1. VOLUNTARY consumption is either productive or unproductive. The former is when the material appears in a new form and with higher value, as cloth made into garments, and iron into hardware and cutlery. Unproductive consumption occurs both in the instances previously mentioned, — of consumption by natural decay, and that which comes by accident, and in cases where gratification of desire is the sole object sought and achieved, as when one eats and drinks simply for enjoyment, and without reference to the repair of nature's waste or the nourishment of the system.

It is not always easy to discriminate between these two kinds of consumption. We readily see the difference between a man's drinking a quantity of whiskey, not because it will help in the performance of any work, but because he likes it, and the scattering of a quantity of seed over the ground in the spring. There is no doubt that one of these acts is productive, and the other unproductive. But there are cases where the distinction is less clear.

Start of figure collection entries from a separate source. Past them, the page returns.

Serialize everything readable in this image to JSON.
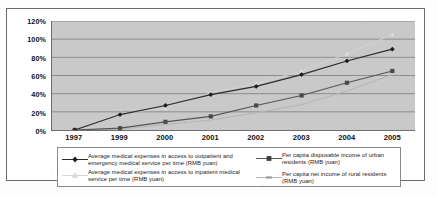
{
  "chart_data": {
    "type": "line",
    "title": "",
    "subtitle": "",
    "xlabel": "",
    "ylabel": "",
    "grid": true,
    "legend_position": "bottom",
    "categories": [
      "1997",
      "1999",
      "2000",
      "2001",
      "2002",
      "2003",
      "2004",
      "2005"
    ],
    "ylim": [
      0,
      120
    ],
    "ytick_labels": [
      "0%",
      "20%",
      "40%",
      "60%",
      "80%",
      "100%",
      "120%"
    ],
    "ytick_values": [
      0,
      20,
      40,
      60,
      80,
      100,
      120
    ],
    "series": [
      {
        "name": "Average medical expenses in access to outpatient and emergency medical service per time (RMB yuan)",
        "marker": "diamond",
        "color": "#2b2b2b",
        "values": [
          0,
          17,
          27,
          39,
          48,
          61,
          76,
          89
        ]
      },
      {
        "name": "Average medical expenses in access to inpatient medical service per time (RMB yuan)",
        "marker": "triangle",
        "color": "#d2d2d2",
        "values": [
          0,
          18,
          24,
          41,
          51,
          65,
          84,
          105
        ]
      },
      {
        "name": "Per capita disposable income of urban residents (RMB yuan)",
        "marker": "square",
        "color": "#555555",
        "values": [
          0,
          2,
          9,
          15,
          27,
          38,
          52,
          65
        ]
      },
      {
        "name": "Per capita net income of rural residents (RMB yuan)",
        "marker": "none",
        "color": "#b4b4b4",
        "values": [
          0,
          1,
          6,
          11,
          19,
          28,
          43,
          61
        ]
      }
    ]
  },
  "axes": {
    "y_ticks": [
      {
        "label": "120%",
        "value": 120
      },
      {
        "label": "100%",
        "value": 100
      },
      {
        "label": "80%",
        "value": 80
      },
      {
        "label": "60%",
        "value": 60
      },
      {
        "label": "40%",
        "value": 40
      },
      {
        "label": "20%",
        "value": 20
      },
      {
        "label": "0%",
        "value": 0
      }
    ],
    "x_ticks": [
      {
        "label": "1997"
      },
      {
        "label": "1999"
      },
      {
        "label": "2000"
      },
      {
        "label": "2001"
      },
      {
        "label": "2002"
      },
      {
        "label": "2003"
      },
      {
        "label": "2004"
      },
      {
        "label": "2005"
      }
    ]
  },
  "legend": {
    "items": [
      {
        "label": "Average medical expenses in access to outpatient and emergency medical service per time (RMB yuan)",
        "marker": "diamond",
        "color": "#2b2b2b"
      },
      {
        "label": "Average medical expenses in access to inpatient medical service per time (RMB yuan)",
        "marker": "triangle",
        "color": "#d2d2d2"
      },
      {
        "label": "Per capita disposable income of urban residents (RMB yuan)",
        "marker": "square",
        "color": "#555555"
      },
      {
        "label": "Per capita net income of rural residents (RMB yuan)",
        "marker": "line",
        "color": "#b4b4b4"
      }
    ]
  },
  "style": {
    "plot_background": "#c9c9c9",
    "gridline_color": "#7d7d7d",
    "axis_color": "#6e6e6e",
    "frame_color": "#6b6b6b",
    "page_background": "#ffffff"
  }
}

It is not necessarily a case of unproductive consumption, when one destroys value for the sake of gratifying some desire. Probably a majority of men eat and drink simply because they desire food, having no thought of any ulterior object. Yet eating and drinking are absolutely essential

to productive labor. The wealth consumed in this way re-appears, to a large extent, in the products of human industry.

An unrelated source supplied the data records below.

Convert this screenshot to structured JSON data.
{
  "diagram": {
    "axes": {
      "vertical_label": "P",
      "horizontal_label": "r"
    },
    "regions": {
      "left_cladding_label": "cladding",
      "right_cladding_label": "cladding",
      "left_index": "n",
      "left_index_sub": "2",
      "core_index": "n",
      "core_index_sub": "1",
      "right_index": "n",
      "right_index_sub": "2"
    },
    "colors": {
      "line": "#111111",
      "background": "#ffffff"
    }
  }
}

2. Still there is much really unproductive consumption,a destruction of value in the place of which no other value appears. There are, for instance, men and women

"who creep

Into this world to eat and sleep,

And know no reason why they're born,

But simply to consume the corn."

Vast quantities of wealth are consumed in riotous living, in greedy and vulgar extravagance, and unmeaning magnificence. There is also much consumption designed to be productive, but failing of its end through misdirection. In these ways, much wealth is consumed, with no consequent product.

3. It is not always easy to draw the line between the conveniences of life and its luxuries; nor can the extent to which the latter, in any sense of the term, are allowable, be precisely indicated. What to one class of persons may be a luxury, to another class may be almost a necessity. So what might in one age have been a rare and expensive indulgence, is in an advanced age among the most ordinary conveniences. I call special attention to three kinds of consumption.'

1. There is the consumption necessary to life and the performance of productive labor. The word necessary is used here in its liberal, rather than its restricted, sense. The absolute necessities of human life are very few. It does not even require much to keep a man in working condition. But to keep him where there is a larger kind of living, and 1 See Ruskin's Political Economy of Art.